Monday 9 November 2020

Gatsby

 Fitzgerald originally intended the book to be called Trimalcho, after a freed slave in ancient Rome, who makes money.  It ended up as a modern morality tale about a poor boy who walks out on his impoverished family and re invents himself as a gentleman by becoming an officer in the Army and serving in the War.  He goes to Oxford for a short time and on his return to America, he makes a fortune.  However its clear that he has made his money by very dubious means, working with gangsters and the men who fixed the World Series in baseball, a shocking scandal at the time in America.  

He lives an extravagant life with vulgar loud parties and conspicuous consumption and hopes by befriending Nick Carraway that he can meet with and renew his affair with Daisy.  He does so, because Daisy is unhappy with Tom, who is unfaithful to her, and has never entirely forgotten Gatsby.. though her husband makes it clear that he thinks that Gatsby is vulgar and dubious...She is drawn back to Gatsby, and her attraction towards him is mingled with her materialistic desires.. He is now rich and glamourous as well as the man who has loved her.  

Nick is embarrassed to be embroiled in the affair but has grown fond of Gatsby, and wants him to be happy.  He is also drawn into a romantic flirtation with Jordan Baker even though he knows she is casually dishonest. 

Tom pursues his affair with Myrtle Wilson who lives with her husband, in a working class district near to the Gatsby house.  Myrtle is in love with him and desperate to get away from her dull husband but to Tom she is just an amusement.  Wilson becomes suspicious of his wife's behavior and to get away from him she rushes into the road.  She is knocked down by a car which doesn't stop.  Wilson is distraught at her death, he is a lonely man with no friends or family.. and loved his wife in his way.  Nick realises that the car that killed Myrtle was Gatsby's car and he finds out that Daisy was driving....

However Tom who is by now aware of his wife's relationship with Gatsby tells Wilson who owned the car.. He doesn't realize that Daisy was actually driving.  Wilson in a rage shoots Gatsby, and it is only then after his death that Nick finds out the details of Gatsby's past life, of how he came from a poor family, and got into crime and dubious behaviour to escape poverty.   Gatsby's elderly father turns up to see his dead son, but noone comes to the funeral although in the days of parties, there were hundreds of guests at the house.  Daisy seems to shrug off her affair with her lover and returns to her marriage to Tom.. 

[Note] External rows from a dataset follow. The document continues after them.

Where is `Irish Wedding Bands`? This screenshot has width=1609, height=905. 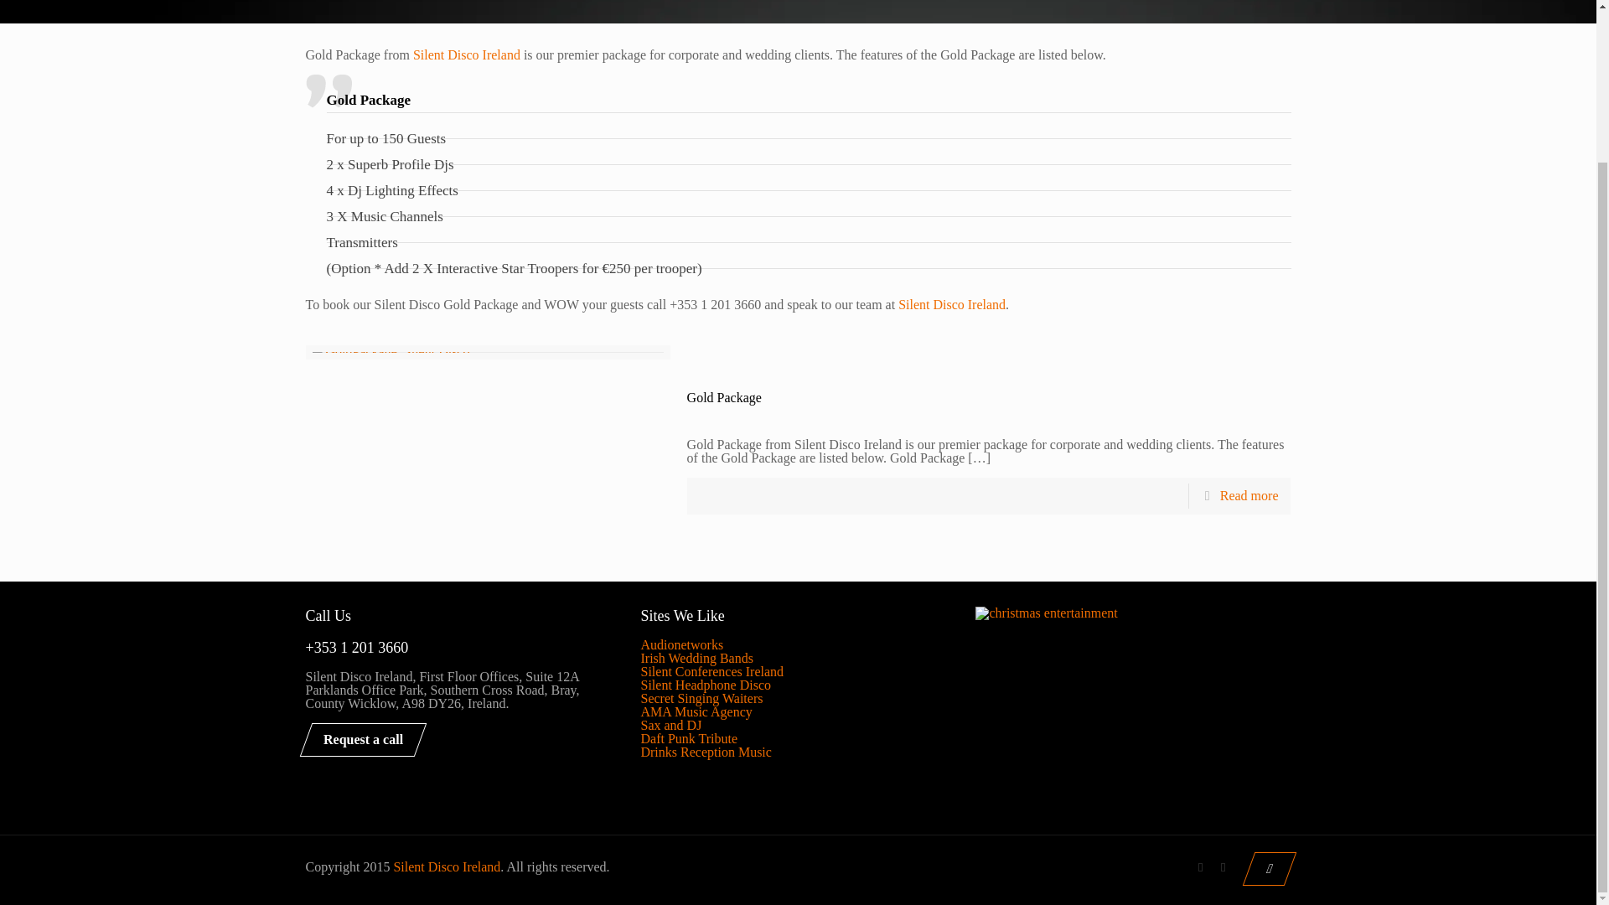 Irish Wedding Bands is located at coordinates (696, 657).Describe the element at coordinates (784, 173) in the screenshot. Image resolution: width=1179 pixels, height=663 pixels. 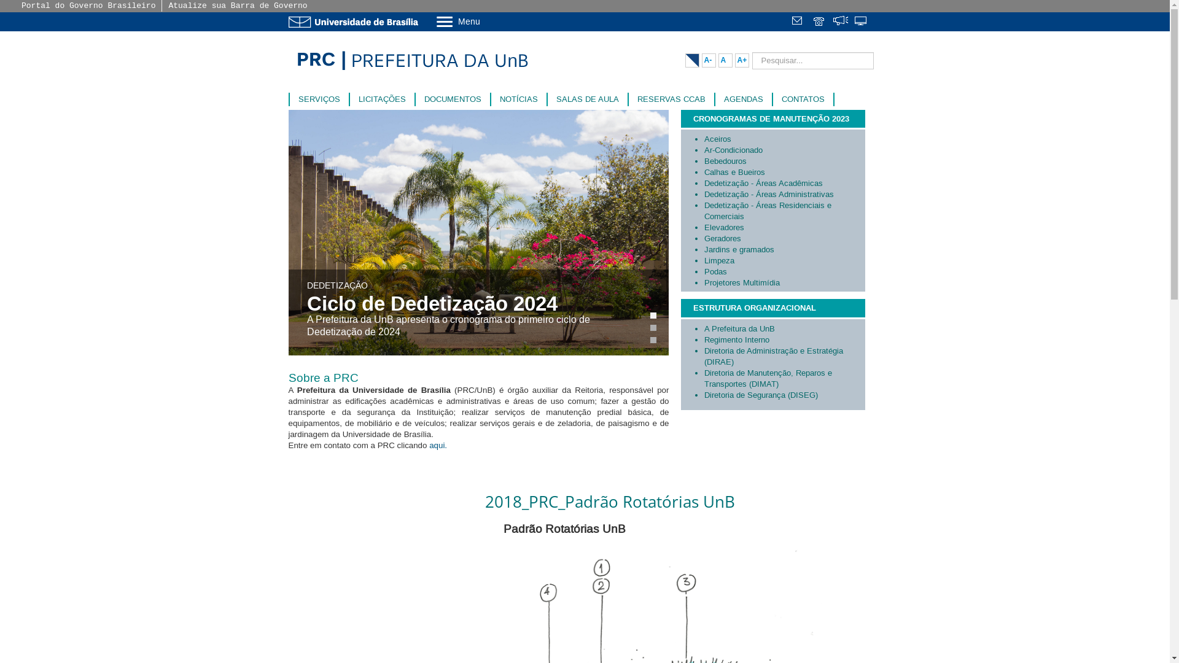
I see `Calhas e Bueiros` at that location.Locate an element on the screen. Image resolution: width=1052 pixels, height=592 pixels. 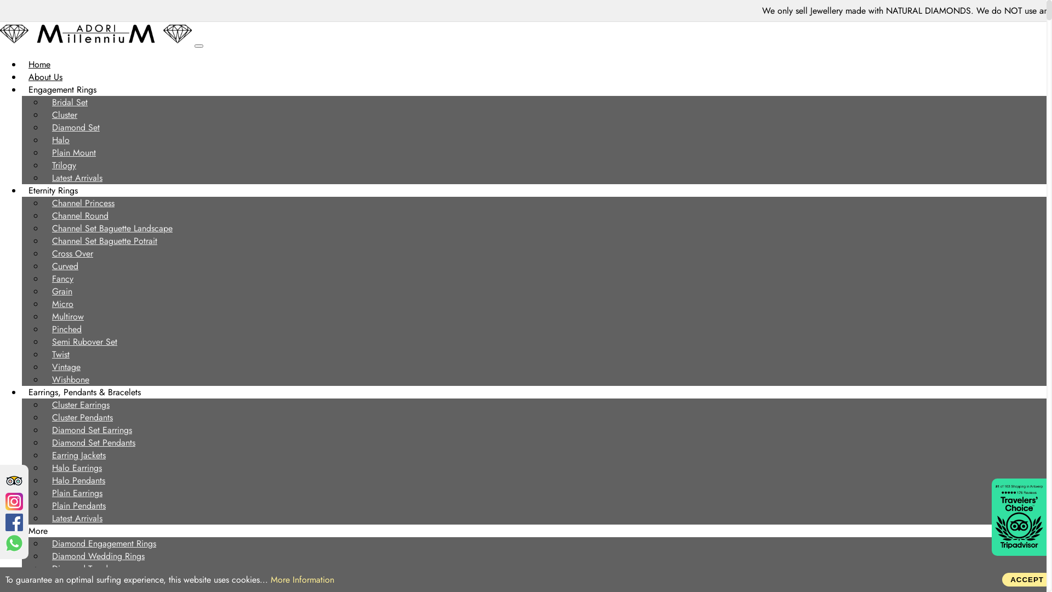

Nick is shocked by  Tom and Daisy's indifference and carelessness, an illustration of Fitzgerald's maxim that the "very rich are different to you and me" because they can shelter from the consequences of their bad behaviour by using their money to protect them... and that as a result, they develop a callousness and lack of conscience.  He organises Gatsby's funeral, and is pained at the way that nobody turned up apart from old Mr Gatz, Gatsby's father...He feels that in spite of Gatsby's involvement in crime, he was at least capable of love for Daisy and was more generous than most of the people who hung off him.  He remembers Jordan's dishonesty and he decides to leave the East and go back West...where the old American values are still honoured.